Someone fully understanding a concept ought to be able to use that understanding as a guide to understand analogous unfamiliar topics.
I agree about this normatively – that we ideally should be able to apply the same principle across multiple contexts – but you shouldn’t expect it. Whether or not you fully buy the “massive modularity” hypothesis, cognition is very context-dependent. As Mercurial notes, cross-contextual learning is the big thing in education and goes by the name of transfer. They’ve been working on it for a long time and I think is one of the central issues in practical rationality. If you are primed to think a certain bit of knowledge is cross-applicable, it’s not that hard. The real difficulty is spontaneously realizing what is going on, along the lines of the 5-second skills Eliezer recently touched on.
I agree about this normatively – that we ideally should be able to apply the same principle across multiple contexts – but you shouldn’t expect it. Whether or not you fully buy the “massive modularity” hypothesis, cognition is very context-dependent. As Mercurial notes, cross-contextual learning is the big thing in education and goes by the name of transfer. They’ve been working on it for a long time and I think is one of the central issues in practical rationality. If you are primed to think a certain bit of knowledge is cross-applicable, it’s not that hard. The real difficulty is spontaneously realizing what is going on, along the lines of the 5-second skills Eliezer recently touched on.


> [Your task]
Line by line, return the material below exactly as it reads.

> [Exercise input]
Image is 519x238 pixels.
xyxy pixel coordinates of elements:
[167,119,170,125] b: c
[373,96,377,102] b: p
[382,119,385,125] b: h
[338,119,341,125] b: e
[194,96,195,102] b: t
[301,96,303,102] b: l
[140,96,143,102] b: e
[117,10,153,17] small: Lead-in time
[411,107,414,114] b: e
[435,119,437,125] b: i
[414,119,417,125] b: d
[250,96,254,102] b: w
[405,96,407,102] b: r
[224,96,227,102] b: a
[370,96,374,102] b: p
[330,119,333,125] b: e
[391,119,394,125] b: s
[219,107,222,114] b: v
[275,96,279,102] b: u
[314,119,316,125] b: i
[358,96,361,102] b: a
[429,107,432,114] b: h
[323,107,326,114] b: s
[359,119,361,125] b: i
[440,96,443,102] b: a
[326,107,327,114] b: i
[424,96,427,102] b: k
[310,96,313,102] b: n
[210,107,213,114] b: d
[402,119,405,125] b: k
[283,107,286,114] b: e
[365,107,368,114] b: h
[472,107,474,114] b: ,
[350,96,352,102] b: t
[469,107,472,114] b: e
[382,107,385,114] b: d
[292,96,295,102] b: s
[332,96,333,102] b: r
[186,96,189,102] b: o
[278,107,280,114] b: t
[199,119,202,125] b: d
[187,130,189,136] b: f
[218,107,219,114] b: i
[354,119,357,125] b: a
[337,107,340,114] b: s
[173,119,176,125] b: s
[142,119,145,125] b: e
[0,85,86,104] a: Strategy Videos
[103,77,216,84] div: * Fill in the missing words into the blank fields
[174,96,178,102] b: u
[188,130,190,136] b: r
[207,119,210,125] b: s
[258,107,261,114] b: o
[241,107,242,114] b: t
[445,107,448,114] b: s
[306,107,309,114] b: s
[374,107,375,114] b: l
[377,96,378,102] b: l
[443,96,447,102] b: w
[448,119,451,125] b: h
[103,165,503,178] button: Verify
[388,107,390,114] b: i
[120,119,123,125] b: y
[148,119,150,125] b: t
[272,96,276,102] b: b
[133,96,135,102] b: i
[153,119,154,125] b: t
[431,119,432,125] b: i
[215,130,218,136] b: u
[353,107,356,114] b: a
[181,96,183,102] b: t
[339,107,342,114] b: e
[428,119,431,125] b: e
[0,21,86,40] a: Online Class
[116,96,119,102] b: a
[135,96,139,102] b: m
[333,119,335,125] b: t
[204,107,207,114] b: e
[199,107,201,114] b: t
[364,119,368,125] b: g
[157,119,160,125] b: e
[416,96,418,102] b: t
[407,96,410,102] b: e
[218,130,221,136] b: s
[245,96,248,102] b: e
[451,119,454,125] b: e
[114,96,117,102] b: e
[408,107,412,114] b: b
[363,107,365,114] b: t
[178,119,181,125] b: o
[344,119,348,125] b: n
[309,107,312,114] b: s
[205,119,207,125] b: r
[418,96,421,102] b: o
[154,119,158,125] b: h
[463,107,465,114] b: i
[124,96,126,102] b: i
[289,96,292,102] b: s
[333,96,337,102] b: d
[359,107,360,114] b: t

> [Answer area]
Image is 519x238 pixels.
xyxy pixel coordinates of elements:
[167,119,170,125] b: c
[373,96,377,102] b: p
[382,119,385,125] b: h
[338,119,341,125] b: e
[194,96,195,102] b: t
[301,96,303,102] b: l
[140,96,143,102] b: e
[117,10,153,17] small: Lead-in time
[411,107,414,114] b: e
[435,119,437,125] b: i
[414,119,417,125] b: d
[250,96,254,102] b: w
[405,96,407,102] b: r
[224,96,227,102] b: a
[370,96,374,102] b: p
[330,119,333,125] b: e
[391,119,394,125] b: s
[219,107,222,114] b: v
[275,96,279,102] b: u
[314,119,316,125] b: i
[358,96,361,102] b: a
[429,107,432,114] b: h
[323,107,326,114] b: s
[359,119,361,125] b: i
[440,96,443,102] b: a
[326,107,327,114] b: i
[424,96,427,102] b: k
[310,96,313,102] b: n
[210,107,213,114] b: d
[402,119,405,125] b: k
[283,107,286,114] b: e
[365,107,368,114] b: h
[472,107,474,114] b: ,
[350,96,352,102] b: t
[469,107,472,114] b: e
[382,107,385,114] b: d
[292,96,295,102] b: s
[332,96,333,102] b: r
[186,96,189,102] b: o
[278,107,280,114] b: t
[199,119,202,125] b: d
[187,130,189,136] b: f
[218,107,219,114] b: i
[354,119,357,125] b: a
[337,107,340,114] b: s
[173,119,176,125] b: s
[142,119,145,125] b: e
[0,85,86,104] a: Strategy Videos
[103,77,216,84] div: * Fill in the missing words into the blank fields
[174,96,178,102] b: u
[188,130,190,136] b: r
[207,119,210,125] b: s
[258,107,261,114] b: o
[241,107,242,114] b: t
[445,107,448,114] b: s
[306,107,309,114] b: s
[374,107,375,114] b: l
[377,96,378,102] b: l
[443,96,447,102] b: w
[448,119,451,125] b: h
[103,165,503,178] button: Verify
[388,107,390,114] b: i
[120,119,123,125] b: y
[148,119,150,125] b: t
[272,96,276,102] b: b
[133,96,135,102] b: i
[153,119,154,125] b: t
[431,119,432,125] b: i
[215,130,218,136] b: u
[353,107,356,114] b: a
[181,96,183,102] b: t
[339,107,342,114] b: e
[428,119,431,125] b: e
[0,21,86,40] a: Online Class
[116,96,119,102] b: a
[135,96,139,102] b: m
[333,119,335,125] b: t
[204,107,207,114] b: e
[199,107,201,114] b: t
[364,119,368,125] b: g
[157,119,160,125] b: e
[416,96,418,102] b: t
[407,96,410,102] b: e
[218,130,221,136] b: s
[245,96,248,102] b: e
[451,119,454,125] b: e
[114,96,117,102] b: e
[408,107,412,114] b: b
[363,107,365,114] b: t
[178,119,181,125] b: o
[344,119,348,125] b: n
[309,107,312,114] b: s
[205,119,207,125] b: r
[418,96,421,102] b: o
[154,119,158,125] b: h
[463,107,465,114] b: i
[124,96,126,102] b: i
[289,96,292,102] b: s
[333,96,337,102] b: d
[359,107,360,114] b: t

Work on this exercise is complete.